"Who Could That Be at This Hour?" (All the Wrong Questions)
Moxie said, “although I think the cheese might be Asiago.”
    “Even better,” I said, and I followed herinto the lighthouse’s small kitchen, which was piled with dirty dishes and stacks of typewritten pages. Moxie cleared away the mess, and I put the walnuts in the oven to toast along with some peeled garlic coated in olive oil. I put a pot of water on to boil while Moxie looked in the fridge for something to drink. I was hoping for root beer, but all she could find was some cranberry juice, which tasted all right, but just all right. Together we plucked the leaves of the basil from the stems, grated the cheese, and squeezed the juice from the lemon, pausing to pick out the seeds with the tines of a fork decorated with an image of the Bombinating Beast. Then I put the pasta into the boiling water and mixed the remaining ingredients together, and soon we were sitting at the small wooden table, which wobbled slightly from a chipped leg, eating big bowls of orecchiette al pesto. It was just what I needed. I finished, wiped mymouth, and leaned back in my chair, which was just as wobbly.
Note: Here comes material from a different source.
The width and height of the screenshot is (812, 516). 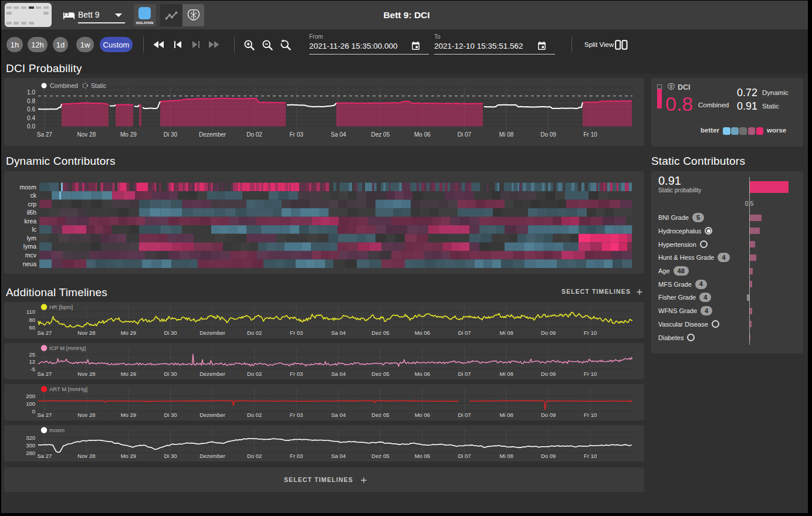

    Moxie finished her cranberry juice. “So?”
    “Do you know,” I asked her, “that orecchiette is Italian for ‘little ears’? I know it’s just the shape of the noodle, but some people don’t like the idea of eating a big bowl of—”
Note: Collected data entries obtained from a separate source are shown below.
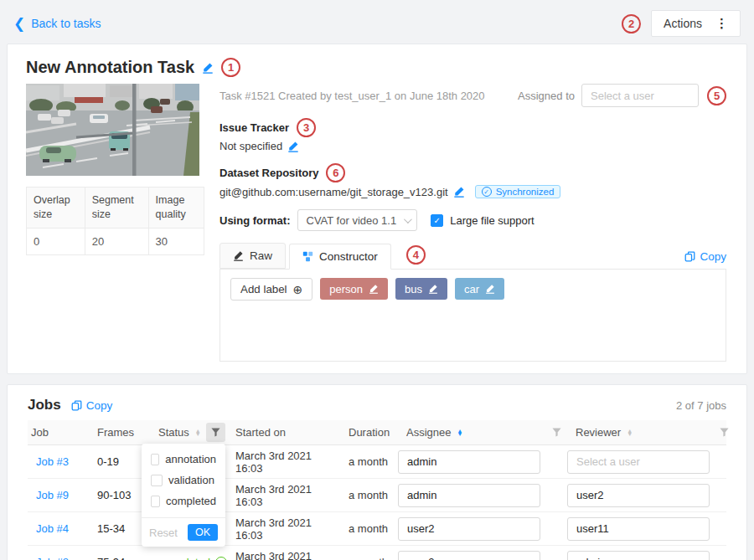 This screenshot has height=560, width=754. I want to click on filter-reset-button: Reset, so click(163, 532).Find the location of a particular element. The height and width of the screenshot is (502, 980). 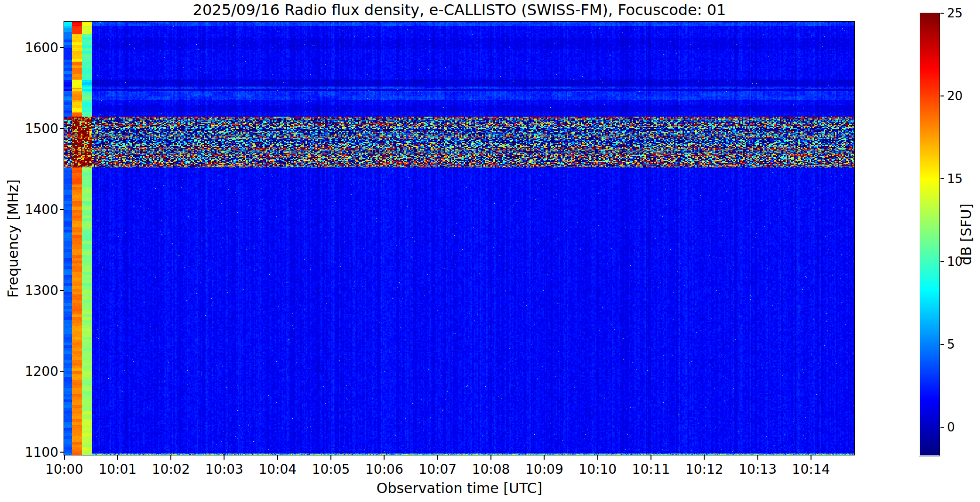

    “That’s not what I mean, and you know it, Snicket. Why does someone want a statue everyone else has forgotten?”
    “I wouldn’t know,” I said.
    She reached over and opened up her typewriter to add a few sentences to her summary. “There’s something going on that we can’t see.”
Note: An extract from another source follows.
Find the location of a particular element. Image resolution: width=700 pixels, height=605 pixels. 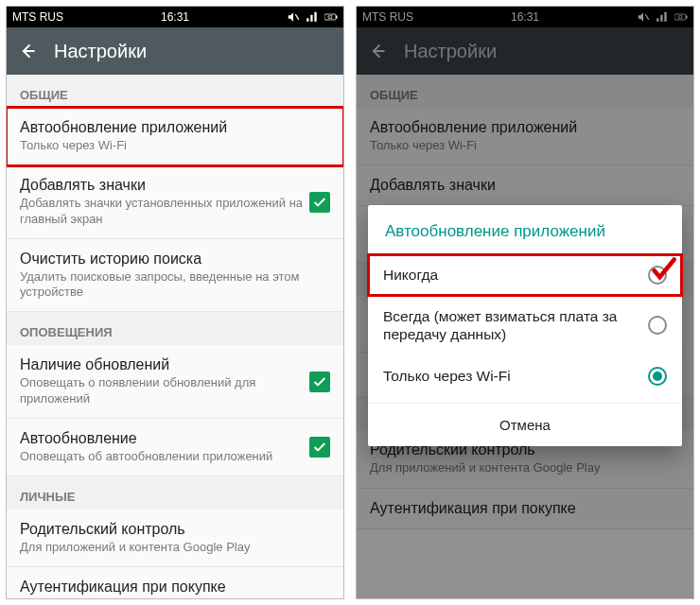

    “That’s usually the case,” I said. “The map is not the territory.”
    “What does that mean?”
    “It’s an adult expression for the muddle we’re in.”
    “Adults never tell children anything.”
    “Children never tell adults anything either,” I said. “The children of this world and the adults of this world are in entirely separate boats and only drift near each other when we need a ride from someone or when someone needs us to wash our hands.”
    Moxie smiled at this and began to type. I meant to stack the dirty plates in the sink, but I liked staying at the table and watching her at work. “Do you like that?” I asked her. “Typing up what happens in the world?”
    “Yes, I do,” Moxie said. “Do you like what you do, Lemony Snicket?”
    I stared out the kitchen’s lone window. The moon had risen like a wide eye. “I do what I do,” I said, “in order to do something else.”
    I was certain she would ask more questions, but we were interrupted by the lonely and familiar clanging of the bell. Moxie frowned at a clock with a face like that of an angry seahorse. “There’s not usually an alarm at this hour,” she said.
    “When does it usually ring?”
    “It depends. For a while it seemed like it was ringing less and less frequently, but lately it’s started up again like gangbusters.”
    “Who rings it, anyway?”
    Moxie stood on her chair to reach a high shelf. “The bell tower is over on Offshore Island, where there used to be a fancy boarding school that everyone called ‘top drawer.’”
    “I always thought that was a curious expression,” I said. “After all, the most interesting things are usually in the bottom drawer.”
    Moxie smiled in agreement. “Back then the bell was rung by the student valedictorian, but Wade Academy closed some time ago. Now the bell is rung by someone from the Coast Guard, I think, or maybe it’s the Octopus Council.” She took two masks down from the shelf andhanded one to me. “Don’t worry, Snicket. We have plenty of spares. You won’t get salt lung.”
    “Salt lung?”
    “That’s what the bell is for,” she explained. “When the wind rises, it carries salt deposits left behind on the floor of the sea, which can be dangerous to breathe. The masks filter the salt out of the air.”